Rescuers evacuated over 40 people from targeted buildings, Ukraine’s State Emergency Service said. The agency reported strikes, fires, and evacuations at residential buildings in Kyiv’s Podilskyi, Dniprovskyi, Desnianskyi, Solomianskyi, Sviatoshynskyi, and Obolonskyi districts.

A fire broke out on the 5th-8th floors of a high-rise building in the Desnianskyi district, killing one person.

The aftermath of Russia’s overnight drone and missile attack on Kyiv, Ukraine, on Nov. 14, 2025. The attack damaged residential buildings across the city. (Olena Zashko/The Kyiv Independent)Kyiv residents at the sight of Russia’s overnight drone and missile attack on Kyiv, Ukraine, on Nov. 14, 2025. (Olena Zashko/The Kyiv Independent)

The attacks also damaged a hospital, a school, and wooden buildings at a sports facility, the State Emergency Service reported.

Eighty-one-year-old Valentina also lives in a residential building in Desnianskyi District, and said her apartment “shook like an earthquake” during the attack.

“It’s scary each time, you shouldn’t get used to missiles,” she told the Kyiv Independent.

“As long as Russia exists, there won’t be peace anywhere. They don’t let anyone live. So we hope there will be a day when it disappears. They have been oppressing us for 400 years.”

Klitschko reported that sections of the district heating network were damaged in the strikes. Emergency crews are assessing the extent of the damage.

While buildings burned in Kyiv, Ukraine’s Air Force reported waves of drones targeting the country’s central, southern, and eastern regions. Monitoring groups reported that upwards of 120 drones and decoys were bound for the capital. Dozens of cruise and ballistic missile were also launched towards various regions of Ukraine, the Air Force said.

In Kyiv Oblast, six people were injured in the overnight attack, including a child, Governor Mykola Kalashnyk said. Four victims were hospitalized due to cuts, burns, and head contusions. A 7-year-old boy suffered a facial injury and received medical treatment.

The clean-up operation after yet another mass Russian missile and drone attack on Kyiv, Ukraine, on Nov. 14, 2025. (Olena Zashko/The Kyiv Independent)

Homes, warehouses, industrial sites, and cars in the region were hit in the attack, Kalashnyk reported.

“I’m simply speechless,” Dmytro said. “You can’t fight against civilians like that. And even if you are fighting, have a conscience, fight against soldiers instead of civilians, grandmothers, old people, animals who are just sleeping in their beds.”

Russia has regularly launched large-scale attacks on Ukrainian cities since the start of Moscow’s full-scale invasion of Ukraine in February 2022.

In recent months, Moscow has intensified attacks on Ukrainian energy infrastructure in an attempt to plunge Ukraine into another harsh winter.
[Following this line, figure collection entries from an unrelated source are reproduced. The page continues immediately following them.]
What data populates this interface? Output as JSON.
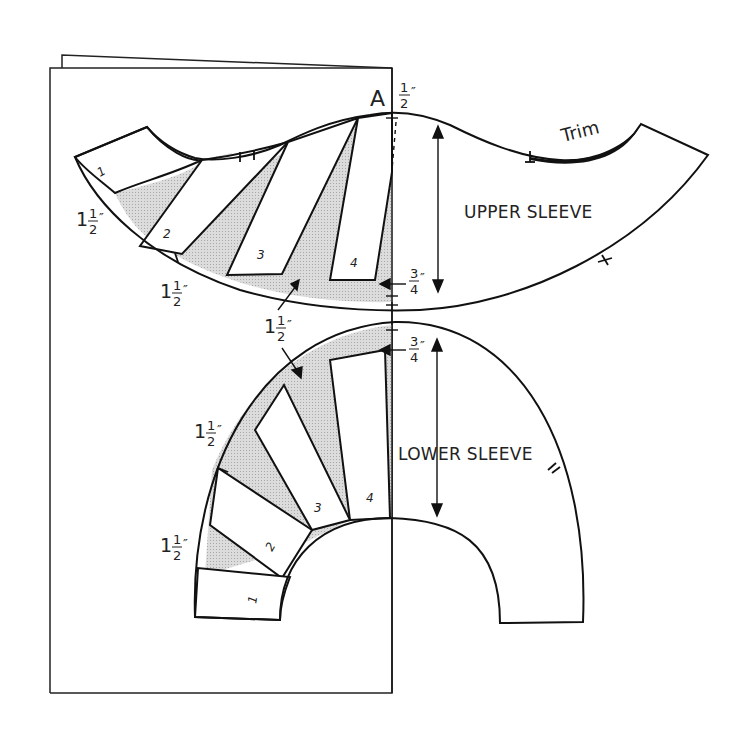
{
  "diagram": {
    "type": "sewing-pattern-alteration",
    "point_label": "A",
    "top_measure": {
      "whole": "",
      "num": "1",
      "den": "2",
      "unit": "″"
    },
    "upper_sleeve": {
      "title": "UPPER SLEEVE",
      "trim_label": "Trim",
      "sections": [
        "1",
        "2",
        "3",
        "4"
      ],
      "measures": [
        {
          "whole": "1",
          "num": "1",
          "den": "2",
          "unit": "″"
        },
        {
          "whole": "1",
          "num": "1",
          "den": "2",
          "unit": "″"
        }
      ],
      "seam_allowance": {
        "whole": "",
        "num": "3",
        "den": "4",
        "unit": "″"
      }
    },
    "middle_measure": {
      "whole": "1",
      "num": "1",
      "den": "2",
      "unit": "″"
    },
    "lower_sleeve": {
      "title": "LOWER SLEEVE",
      "sections": [
        "1",
        "2",
        "3",
        "4"
      ],
      "measures": [
        {
          "whole": "1",
          "num": "1",
          "den": "2",
          "unit": "″"
        },
        {
          "whole": "1",
          "num": "1",
          "den": "2",
          "unit": "″"
        }
      ],
      "seam_allowance": {
        "whole": "",
        "num": "3",
        "den": "4",
        "unit": "″"
      }
    },
    "colors": {
      "line": "#111111",
      "shade": "#d4d4d4",
      "paper": "#ffffff"
    }
  }
}
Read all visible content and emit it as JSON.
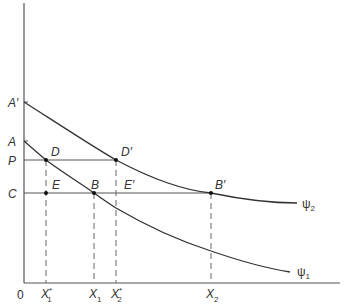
{
  "diagram": {
    "colors": {
      "axis": "#555555",
      "curve": "#333333",
      "guide": "#555555",
      "dashed": "#666666",
      "point": "#111111",
      "text": "#333333"
    },
    "axes": {
      "origin_label": "0"
    },
    "y_labels": {
      "a_prime": "A′",
      "a": "A",
      "p": "P",
      "c": "C"
    },
    "x_labels": {
      "x1_star": {
        "base": "X",
        "sup": "*",
        "sub": "1"
      },
      "x1": {
        "base": "X",
        "sub": "1"
      },
      "x2_star": {
        "base": "X",
        "sup": "*",
        "sub": "2"
      },
      "x2": {
        "base": "X",
        "sub": "2"
      }
    },
    "point_labels": {
      "d": "D",
      "d_prime": "D′",
      "e": "E",
      "b": "B",
      "e_prime": "E′",
      "b_prime": "B′"
    },
    "curves": {
      "psi1": {
        "base": "ψ",
        "sub": "1"
      },
      "psi2": {
        "base": "ψ",
        "sub": "2"
      }
    }
  }
}
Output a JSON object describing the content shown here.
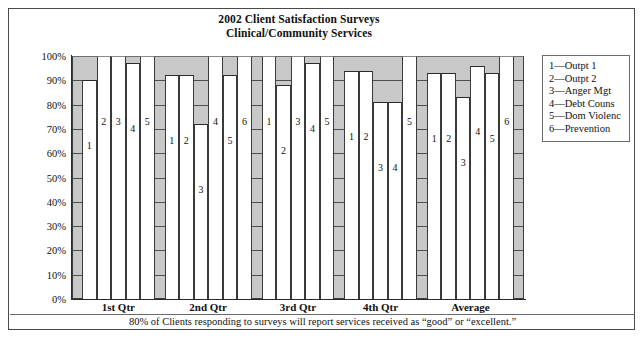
{
  "chart_data": {
    "type": "bar",
    "title": "2002 Client Satisfaction Surveys",
    "subtitle": "Clinical/Community Services",
    "xlabel": "",
    "ylabel": "",
    "ylim": [
      0,
      100
    ],
    "ytick_labels": [
      "100%",
      "90%",
      "80%",
      "70%",
      "60%",
      "50%",
      "40%",
      "30%",
      "20%",
      "10%",
      "0%"
    ],
    "ytick_values": [
      100,
      90,
      80,
      70,
      60,
      50,
      40,
      30,
      20,
      10,
      0
    ],
    "grid": true,
    "legend_position": "right",
    "categories": [
      "1st Qtr",
      "2nd Qtr",
      "3rd Qtr",
      "4th Qtr",
      "Average"
    ],
    "series": [
      {
        "name": "1",
        "legend": "1—Outpt 1",
        "values": [
          90,
          92,
          100,
          94,
          93
        ]
      },
      {
        "name": "2",
        "legend": "2—Outpt 2",
        "values": [
          100,
          92,
          88,
          94,
          93
        ]
      },
      {
        "name": "3",
        "legend": "3—Anger Mgt",
        "values": [
          100,
          72,
          100,
          81,
          83
        ]
      },
      {
        "name": "4",
        "legend": "4—Debt Couns",
        "values": [
          97,
          100,
          97,
          81,
          96
        ]
      },
      {
        "name": "5",
        "legend": "5—Dom Violenc",
        "values": [
          100,
          92,
          100,
          100,
          93
        ]
      },
      {
        "name": "6",
        "legend": "6—Prevention",
        "values": [
          null,
          100,
          null,
          null,
          100
        ]
      }
    ],
    "groups": [
      {
        "label": "1st Qtr",
        "bars": [
          {
            "label": "1",
            "value": 90
          },
          {
            "label": "2",
            "value": 100
          },
          {
            "label": "3",
            "value": 100
          },
          {
            "label": "4",
            "value": 97
          },
          {
            "label": "5",
            "value": 100
          }
        ]
      },
      {
        "label": "2nd Qtr",
        "bars": [
          {
            "label": "1",
            "value": 92
          },
          {
            "label": "2",
            "value": 92
          },
          {
            "label": "3",
            "value": 72
          },
          {
            "label": "4",
            "value": 100
          },
          {
            "label": "5",
            "value": 92
          },
          {
            "label": "6",
            "value": 100
          }
        ]
      },
      {
        "label": "3rd Qtr",
        "bars": [
          {
            "label": "1",
            "value": 100
          },
          {
            "label": "2",
            "value": 88
          },
          {
            "label": "3",
            "value": 100
          },
          {
            "label": "4",
            "value": 97
          },
          {
            "label": "5",
            "value": 100
          }
        ]
      },
      {
        "label": "4th Qtr",
        "bars": [
          {
            "label": "1",
            "value": 94
          },
          {
            "label": "2",
            "value": 94
          },
          {
            "label": "3",
            "value": 81
          },
          {
            "label": "4",
            "value": 81
          },
          {
            "label": "5",
            "value": 100
          }
        ]
      },
      {
        "label": "Average",
        "bars": [
          {
            "label": "1",
            "value": 93
          },
          {
            "label": "2",
            "value": 93
          },
          {
            "label": "3",
            "value": 83
          },
          {
            "label": "4",
            "value": 96
          },
          {
            "label": "5",
            "value": 93
          },
          {
            "label": "6",
            "value": 100
          }
        ]
      }
    ],
    "annotations": [
      "80% of Clients responding to surveys will report services received as “good” or “excellent.”"
    ],
    "colors": {
      "plot_background": "#c8c8c8",
      "bar_fill": "#ffffff",
      "bar_outline": "#3a3a3a",
      "gridline": "#4f4f4f",
      "frame": "#4a4a4a",
      "text": "#111111"
    }
  },
  "footer": {
    "note": "80% of Clients responding to surveys will report services received as “good” or “excellent.”"
  }
}
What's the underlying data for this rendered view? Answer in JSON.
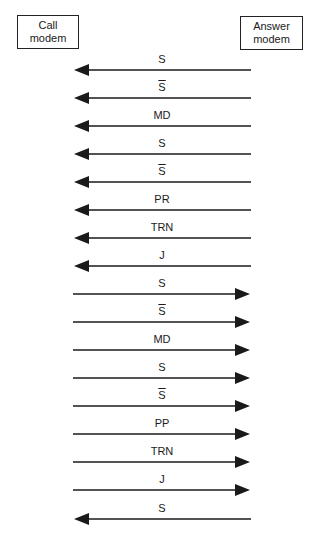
{
  "nodes": {
    "call": {
      "line1": "Call",
      "line2": "modem"
    },
    "answer": {
      "line1": "Answer",
      "line2": "modem"
    }
  },
  "messages": [
    {
      "label": "S",
      "overline": false,
      "direction": "left",
      "y": 70
    },
    {
      "label": "S",
      "overline": true,
      "direction": "left",
      "y": 98
    },
    {
      "label": "MD",
      "overline": false,
      "direction": "left",
      "y": 126
    },
    {
      "label": "S",
      "overline": false,
      "direction": "left",
      "y": 154
    },
    {
      "label": "S",
      "overline": true,
      "direction": "left",
      "y": 182
    },
    {
      "label": "PR",
      "overline": false,
      "direction": "left",
      "y": 210
    },
    {
      "label": "TRN",
      "overline": false,
      "direction": "left",
      "y": 238
    },
    {
      "label": "J",
      "overline": false,
      "direction": "left",
      "y": 266
    },
    {
      "label": "S",
      "overline": false,
      "direction": "right",
      "y": 294
    },
    {
      "label": "S",
      "overline": true,
      "direction": "right",
      "y": 322
    },
    {
      "label": "MD",
      "overline": false,
      "direction": "right",
      "y": 350
    },
    {
      "label": "S",
      "overline": false,
      "direction": "right",
      "y": 378
    },
    {
      "label": "S",
      "overline": true,
      "direction": "right",
      "y": 406
    },
    {
      "label": "PP",
      "overline": false,
      "direction": "right",
      "y": 434
    },
    {
      "label": "TRN",
      "overline": false,
      "direction": "right",
      "y": 462
    },
    {
      "label": "J",
      "overline": false,
      "direction": "right",
      "y": 490
    },
    {
      "label": "S",
      "overline": false,
      "direction": "left",
      "y": 519
    }
  ],
  "style": {
    "line_color": "#1a1a1a",
    "x_left": 74,
    "x_right": 251
  }
}
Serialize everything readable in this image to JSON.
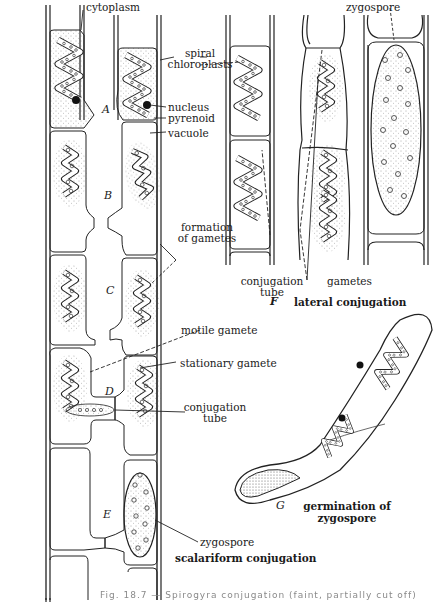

In the most recent large-scale attack on Nov. 8, Ukrainian cities sustained “one of the largest direct ballistic missile attacks on energy facilities” since the start of Russia’s full-scale invasion in February 2022, then-Energy Minister Svitlana Hrynchuk said.

The attack forced Ukrainian cities, including Kyiv, to implement over 12 hours of emergency power cuts to stabilize the energy situation.